BEIJING, May 13 (Xinhuanet) -- China is considering building five major undersea tunnels in the coming 20 to 30 years, including one linking the mainland with Taiwan, an expert revealed here Friday.
Qian Qihu, an academician with the Chinese Academy of Engineering, told an ongoing Sino-Russian seminar on engineering technology in Beijing that one of the planned cross-straits tunnels was expected to connect east China's Fujian Province with Taiwan. Fujian and Taiwan lie on the opposite sides of the Taiwan Straits.
The other four tunnels may be established between Hong Kong-Macao-Guangzhou-Shenzhen-Zhuhai, Dalian-Yantai, Shanghai-Ningbo, and Guangdong-Hainan.
Most of the projects will be constructed beneath the water, but the construction of some bridges is also needed, said the expert, adding that some technical problems involving the handling of rock and soil are yet to be solved.

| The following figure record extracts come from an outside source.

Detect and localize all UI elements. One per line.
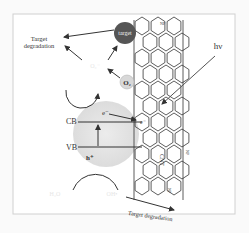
diagram-canvas: Target degradation target O₂ O₂⁻ hν CB V…	[0, 0, 249, 233]
superoxide-label: O₂⁻	[90, 63, 99, 69]
target-degradation-top-line2: degradation	[24, 42, 55, 49]
hydroxyl-label: OH•	[107, 191, 118, 197]
electron-cnt-label: e⁻	[140, 119, 146, 125]
water-label: H₂O	[50, 191, 61, 197]
vb-label: VB	[66, 143, 77, 152]
np-label-bottom: NP	[167, 188, 172, 194]
np-label-top: NP	[160, 21, 166, 26]
o2-label: O₂	[123, 79, 131, 87]
hole-label: h⁺	[86, 154, 94, 162]
cnt-label: CNT	[159, 154, 165, 166]
electron-label: e⁻	[102, 109, 109, 117]
cb-label: CB	[66, 117, 77, 126]
mechanism-diagram: Target degradation target O₂ O₂⁻ hν CB V…	[0, 0, 249, 233]
target-label: target	[118, 30, 132, 36]
np-label-right: NP	[185, 150, 190, 156]
hv-label: hν	[214, 41, 223, 51]
target-degradation-top-line1: Target	[31, 35, 48, 42]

China began to build its first undersea tunnel in Xiamen, Fujian this year. Construction of the 9-kilometer tunnel, which has some 6 kilometers under the sea level, is expected to complete in 2010.
The Chinese mainland and the island province of Taiwan, which were separated for decades as a result of a civil war in the late 1940s, have witnessed increasingly closer economic and trade links over these years. Attaching top priority to national reunification, the Chinese government has proposed many measures for the promotion of the benefits of people on both sides of the Taiwan Straits.